Triple Targeted
Say goodbye to television (I tossed all mine in the recycling bin several years ago … quite a liberating experience).
Broadcast TV’s days are numbered, though when it will fade into distant technology memories is uncertain. Market forces can never be denied, and we are witnessing new and highly profitable ways of wasting people’s time (seriously, have you ever seen an episode of The View?). Broadcast TV’s demise will come both from consumer preference and the profit motives of providers and advertisers.
Is there any way we can speed-up the process? Please!
Broadcasting has always been a limited medium. Necessary in pre-digital and bandwidth poor eras, broadcasting was expensive and required people to be couch-bound at specific days and times lest they miss their favorite mental gruel. The high cost of entry isolated many creative people and separated viewers from buckets of new and potentially tastier gruel. Even starting a local television station, much less a national network, was expensive beyond anyone’s dreams. Cheap satellite bandwidth and cable affiliations went a long way to dropping barriers to entry, but it still required herculean effort to launch a TV channel.
Now anyone with a PC can do it on YouTube, and low-budget blockbusters are appearing on the likes of Netflix.
As with all things, following the money will tell you what will be profitable in the future. Netcasting (to hijack the term) is the tsunami that will eventually relegate network television to has-been status.

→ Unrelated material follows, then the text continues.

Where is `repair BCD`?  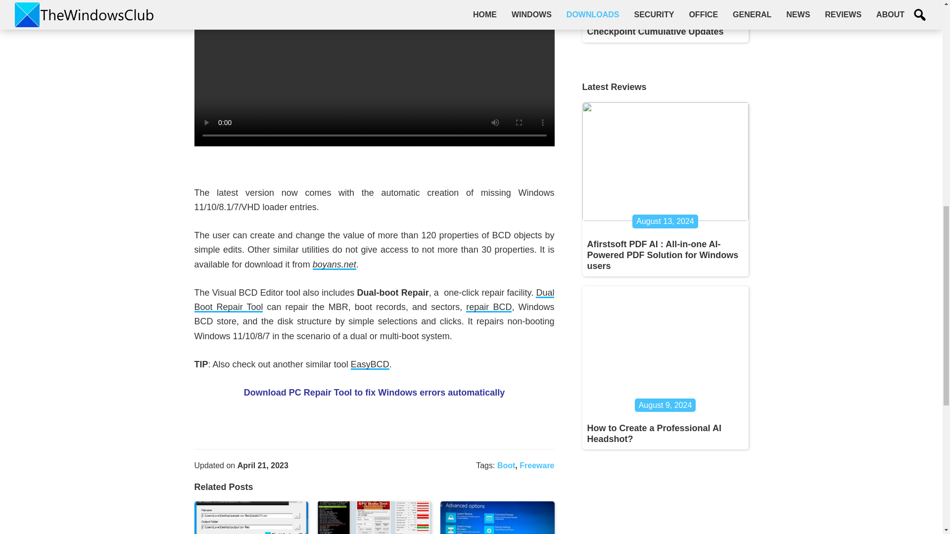
repair BCD is located at coordinates (489, 307).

Already people of all ages are migrating to non-broadcast consumption (that my daughter and father both consume non-broadcast media is an indicator of how viable and rapid this shift is). There are a number of customer, vendor and advertiser advantages that make netcasting an inarguable next phase in the numbing of human minds:
Asyncronisty: People have complex lives and non-aligned schedules. Netcasting allows them to consume content at their leisure, which makes them a more obtainable audience (larger viewer share).
Social: Office water coolers were broadcast television’s social media, and were thus limited to whoever was at the water cooler. Netcasting has built-in social sharing, and thus drives consumption faster, wider and deeper.
Targeting: Since people happily give some information to providers like Netflix and Amazon, it is easier for providers to attract advertisers since they can precisely target ads to the viewer (my wife and I get different ads even when we watch the same program – I get truck ads and she gets beauty product ads).
Modeling: Providers teaming with advertisers are tying big data on the back ends to model viewer behavior and consumption, making everything from A/B testing to remarketing fast, cheap and effective.
Scale: Try to scale any of this with a broadcast model. You can’t.
Say goodbye to the likes of ABC, NBC and CBS. Punt Big Bird to Roku. Turn your cable provider into a cheap bandwidth vendor. Say hello to being tightly identified, monitored and tracked so that you are compelled into buying more than ever before … and loving it.